Tales from My Immigrant Father sounds like a very personal show. What inspired you to create this show, and how did it come about?

This show was partially inspired by various racial micro-aggressions I’ve experienced over the years, but particularly by this one incident where some weirdo spat at me and kept going on about how COVID was my fault as he followed me up Hay Street, and then a brave passerby took the opportunity to intervene and lecture me on how not all Australians are like this. Actually, it has very little to do with my dad at all.

How did you approach the development of this show? How, if so, was it different from your other shows, and how was your father involved?
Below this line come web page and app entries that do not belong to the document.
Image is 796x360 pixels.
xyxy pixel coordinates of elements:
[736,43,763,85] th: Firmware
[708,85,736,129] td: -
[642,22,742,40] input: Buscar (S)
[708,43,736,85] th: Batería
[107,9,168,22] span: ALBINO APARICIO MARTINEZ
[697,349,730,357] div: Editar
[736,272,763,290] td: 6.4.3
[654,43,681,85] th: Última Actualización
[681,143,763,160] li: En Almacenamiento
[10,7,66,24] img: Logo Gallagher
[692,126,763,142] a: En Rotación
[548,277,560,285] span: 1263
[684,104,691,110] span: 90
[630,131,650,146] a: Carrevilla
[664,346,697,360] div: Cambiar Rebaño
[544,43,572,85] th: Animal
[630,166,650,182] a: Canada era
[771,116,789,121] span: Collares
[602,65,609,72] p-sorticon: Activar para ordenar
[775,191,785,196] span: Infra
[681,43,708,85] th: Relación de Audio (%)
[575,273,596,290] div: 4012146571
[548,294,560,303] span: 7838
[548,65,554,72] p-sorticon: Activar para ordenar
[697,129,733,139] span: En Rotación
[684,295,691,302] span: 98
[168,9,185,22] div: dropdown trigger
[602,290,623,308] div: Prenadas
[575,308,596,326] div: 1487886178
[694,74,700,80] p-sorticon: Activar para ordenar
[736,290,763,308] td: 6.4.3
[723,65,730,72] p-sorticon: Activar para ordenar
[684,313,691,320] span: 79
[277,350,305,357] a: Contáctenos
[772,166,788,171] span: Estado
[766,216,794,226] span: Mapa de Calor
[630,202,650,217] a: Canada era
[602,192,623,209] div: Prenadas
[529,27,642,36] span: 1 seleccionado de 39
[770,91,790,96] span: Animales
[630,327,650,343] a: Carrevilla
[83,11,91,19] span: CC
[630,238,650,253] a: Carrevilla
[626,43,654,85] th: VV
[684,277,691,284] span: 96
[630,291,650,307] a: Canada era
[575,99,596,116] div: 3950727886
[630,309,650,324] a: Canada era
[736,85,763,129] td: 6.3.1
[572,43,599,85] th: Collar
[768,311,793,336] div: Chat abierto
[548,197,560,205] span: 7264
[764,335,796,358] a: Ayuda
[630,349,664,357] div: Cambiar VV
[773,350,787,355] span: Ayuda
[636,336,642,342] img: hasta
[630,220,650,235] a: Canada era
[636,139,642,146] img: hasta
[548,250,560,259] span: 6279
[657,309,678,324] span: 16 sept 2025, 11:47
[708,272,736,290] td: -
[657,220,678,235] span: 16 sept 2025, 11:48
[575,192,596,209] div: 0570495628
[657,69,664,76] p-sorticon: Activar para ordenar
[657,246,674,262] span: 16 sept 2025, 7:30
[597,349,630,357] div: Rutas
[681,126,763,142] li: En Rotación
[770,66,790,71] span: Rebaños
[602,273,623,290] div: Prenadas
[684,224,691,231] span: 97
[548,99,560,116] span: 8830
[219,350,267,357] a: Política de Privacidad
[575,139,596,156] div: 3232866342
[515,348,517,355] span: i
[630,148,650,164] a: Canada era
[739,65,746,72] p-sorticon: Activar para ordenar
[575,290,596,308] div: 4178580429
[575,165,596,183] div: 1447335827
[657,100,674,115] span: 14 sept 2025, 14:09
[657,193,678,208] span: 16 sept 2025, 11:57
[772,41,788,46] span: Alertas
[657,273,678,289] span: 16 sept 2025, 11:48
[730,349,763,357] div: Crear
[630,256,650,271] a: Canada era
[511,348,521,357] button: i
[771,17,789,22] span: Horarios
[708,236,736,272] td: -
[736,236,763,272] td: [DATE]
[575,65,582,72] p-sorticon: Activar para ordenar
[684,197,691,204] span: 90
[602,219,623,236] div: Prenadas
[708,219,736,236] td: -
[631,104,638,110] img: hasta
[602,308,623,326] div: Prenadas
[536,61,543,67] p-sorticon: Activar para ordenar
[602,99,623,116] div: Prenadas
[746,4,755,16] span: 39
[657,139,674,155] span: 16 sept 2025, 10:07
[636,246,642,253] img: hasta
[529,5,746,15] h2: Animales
I took up a month-long internship at an office and used their company Adobe account to create the multimedia for this show. My dad has no idea of what this show even is, except for the fact that occasionally I need a small loan to help finance it.

This is your third solo show; how has your writing and performance style changed since you first started performing comedy?
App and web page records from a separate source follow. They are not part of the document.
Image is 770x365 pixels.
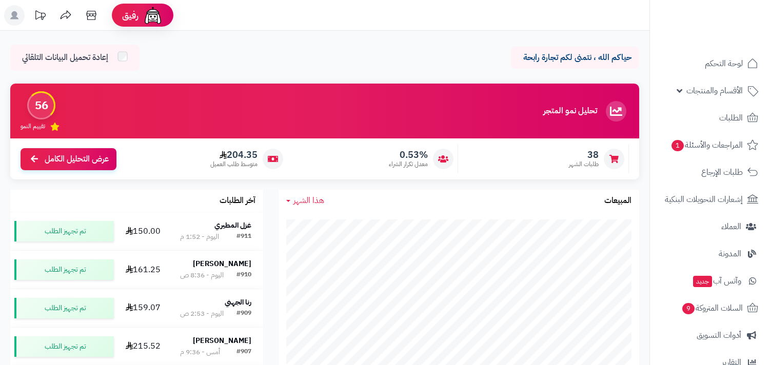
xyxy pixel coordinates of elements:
[671,140,684,151] span: 1
[143,5,163,26] img: ai-face.png
[389,160,428,169] span: معدل تكرار الشراء
[389,149,428,161] span: 0.53%
[193,335,251,346] strong: [PERSON_NAME]
[14,336,114,357] div: تم تجهيز الطلب
[719,247,741,261] span: المدونة
[656,323,764,348] a: أدوات التسويق
[656,269,764,293] a: وآتس آبجديد
[665,192,743,207] span: إشعارات التحويلات البنكية
[236,270,251,281] div: #910
[180,270,224,281] div: اليوم - 8:36 ص
[14,298,114,318] div: تم تجهيز الطلب
[210,160,257,169] span: متوسط طلب العميل
[118,212,168,250] td: 150.00
[656,242,764,266] a: المدونة
[569,149,599,161] span: 38
[656,187,764,212] a: إشعارات التحويلات البنكية
[122,9,138,22] span: رفيق
[692,274,741,288] span: وآتس آب
[14,260,114,280] div: تم تجهيز الطلب
[21,122,45,131] span: تقييم النمو
[286,195,324,207] a: هذا الشهر
[656,296,764,321] a: السلات المتروكة9
[656,133,764,157] a: المراجعات والأسئلة1
[569,160,599,169] span: طلبات الشهر
[180,232,219,242] div: اليوم - 1:52 م
[22,52,108,64] span: إعادة تحميل البيانات التلقائي
[180,347,220,357] div: أمس - 9:36 م
[681,301,743,315] span: السلات المتروكة
[14,221,114,242] div: تم تجهيز الطلب
[543,107,597,116] h3: تحليل نمو المتجر
[118,289,168,327] td: 159.07
[604,196,631,206] h3: المبيعات
[656,51,764,76] a: لوحة التحكم
[236,347,251,357] div: #907
[656,214,764,239] a: العملاء
[118,251,168,289] td: 161.25
[700,28,760,49] img: logo-2.png
[670,138,743,152] span: المراجعات والأسئلة
[45,153,109,165] span: عرض التحليل الكامل
[293,194,324,207] span: هذا الشهر
[705,56,743,71] span: لوحة التحكم
[656,160,764,185] a: طلبات الإرجاع
[214,220,251,231] strong: غزل المطيري
[225,297,251,308] strong: رنا الجهني
[721,220,741,234] span: العملاء
[686,84,743,98] span: الأقسام والمنتجات
[719,111,743,125] span: الطلبات
[682,303,694,314] span: 9
[656,106,764,130] a: الطلبات
[21,148,116,170] a: عرض التحليل الكامل
[210,149,257,161] span: 204.35
[518,52,631,64] p: حياكم الله ، نتمنى لكم تجارة رابحة
[696,328,741,343] span: أدوات التسويق
[236,232,251,242] div: #911
[693,276,712,287] span: جديد
[236,309,251,319] div: #909
[220,196,255,206] h3: آخر الطلبات
[701,165,743,179] span: طلبات الإرجاع
[27,5,53,28] a: تحديثات المنصة
[193,258,251,269] strong: [PERSON_NAME]
[180,309,224,319] div: اليوم - 2:53 ص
I now use 20% more hand gestures.

Do you have a favourite classic joke?

Norm Macdonald’s cheese sandwich/shallow grave bit. RIP Norm.

What sets Tales from My Immigrant Father apart from other comedy shows at this year’s Fringe World?

I’ve learned that, compared to most other comedy shows on offer at Fringe World, this show in particular is extremely difficult to market. People rock up in droves for shows with easily digestible elevator pitches, e.g., ‘Ethnic comedian does ethnic material for an hour’, ‘A show about Harry Potter but everyone is a bogan’, ‘That person whose clips you’ve seen on TikTok but live on stage’, ‘Just a series of jokes’, etc. This show? Vague as hell!

What are you most excited to share with Perth audiences through this show, and what do you hope people take away from it?

This is probably the most personal and political show I’ve written, and, honestly, a good chunk of the content won’t be for everyone. However, I’m hoping audiences will be able to look past the subjectivity—not to mention some questionable creative decisions—and just sit back and enjoy a good bit of weird character sketch comedy.